Many pin their hopes for reviving the economy on gains in worker productivity. But such workplace advances often destroy more jobs than they create. That happened in the Great Depression, when increased worker productivity allowed companies and the economy to expand without creating new jobs.

The decline in American dynamism is not the only problem. It has been accompanied by a decline of what I call inclusion. Not only were low-wage workers largely cut out of the economic gains of the 1990s and 2000s — much of the middle class was, too. In part, this is because the emerging economies around the globe have ended our competitive advantage in manufacturing, and jobs have fled. We can’t compete in those industries any more, and our business sector has not yet found new advantages.
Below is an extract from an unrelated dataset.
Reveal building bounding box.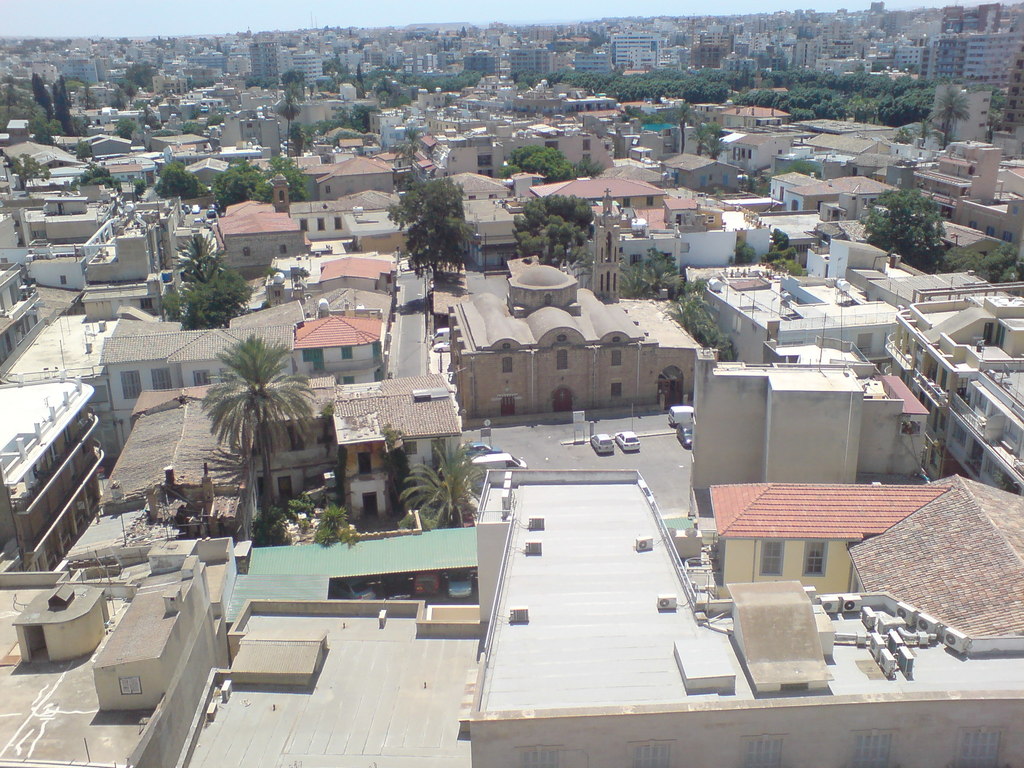
Revealed: 292/316/381/365.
The worst effect of focusing on supposedly deficient demand is that it lulls us into failing to “think structural” in dealing with long-term problems. To achieve a full recovery, we have to understand the framework on which our broad prosperity has always been based.
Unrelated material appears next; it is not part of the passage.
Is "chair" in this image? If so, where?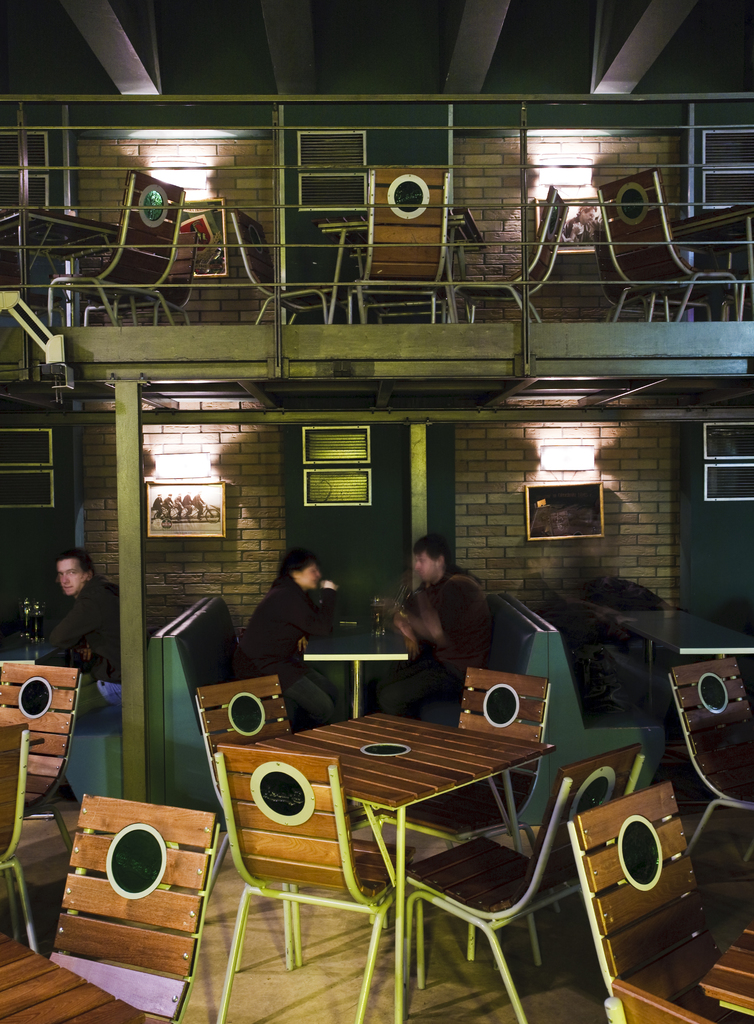
Yes, at BBox(567, 787, 753, 1023).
First, high employment depends on a high level of investment activity — business expenditures on tangibles like offices and equipment, and also training for new or existing employees, and development of new products.

Sustained business investment, in turn, rests on innovation. Business cannot wait for discoveries in science or the rare successes in state-run labs. Without cutting-edge products and business methods, rates of return on a great many investments will sag. Furthermore, innovation creates jobs across the economy, for entrepreneurs, marketers and buyers. State-led technology projects do not.
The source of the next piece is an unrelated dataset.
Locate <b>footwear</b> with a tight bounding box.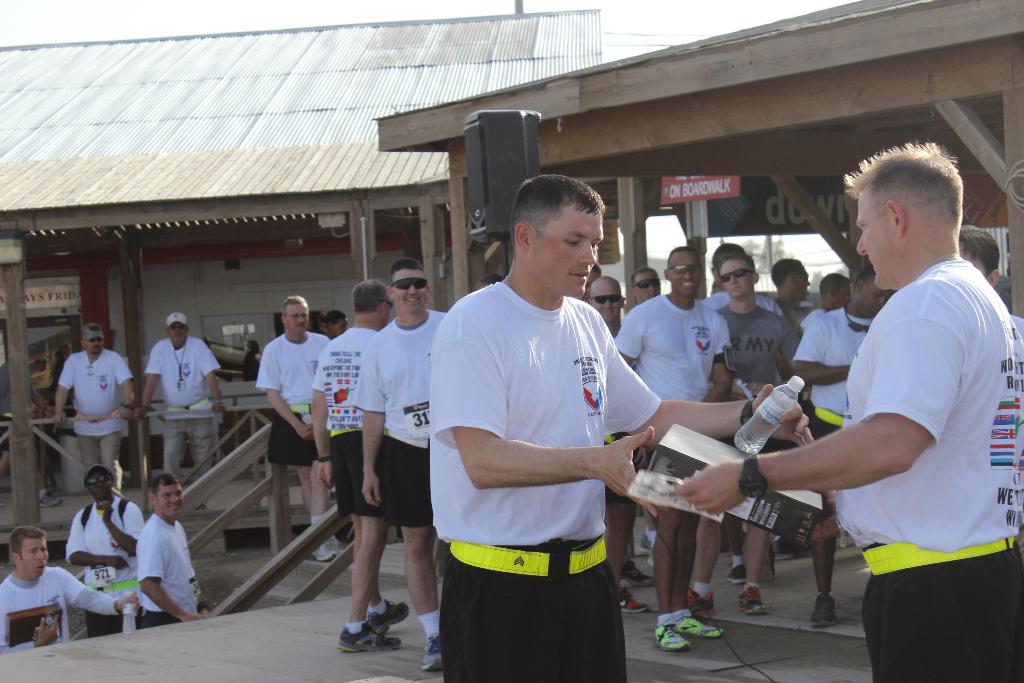
36:490:63:509.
High business investment also depends on companies having confidence in the future. A company might be afraid to invest in research or product lines if it fears the rest of the economy is not doing the same — or if it fears the government might become hostile to its goals. During the Depression, John Maynard Keynes warned President Franklin D. Roosevelt not to damage business confidence with anti-profit rhetoric — to treat titans of business “not as wolves or tigers, but as domestic animals by nature.”

What, then, is to be done? One reform would be to create a First National Bank of Innovation — a state-sponsored network of merchant banks that invest in and lend to innovative projects. Another would be to improve corporate governance by tying executives’ compensation to long-term performance rather than one-year profits, and by linking fund managers’ pay to skill in picking stocks, not in marketing their funds. Exempting start-ups from corporate income tax for a time would also help.

We also need a program of tax credits for companies for employing low-wage workers. That may seem counterintuitive at a time when the Obama administration is pressing education and high-paying jobs, but we need to create jobs at all levels. Early last year, Singapore began giving such credits — worth several billion dollars — and staved off a recession. Unemployment there is around 3 percent.

A revamp of the economy for greater dynamism and inclusion is essential for prosperity and growth. Rather than continuing to argue over solutions to a problem we do not have — low demand — the country needs to focus on fixing the structural problems that, unresolved, will stymie the economy over the long haul.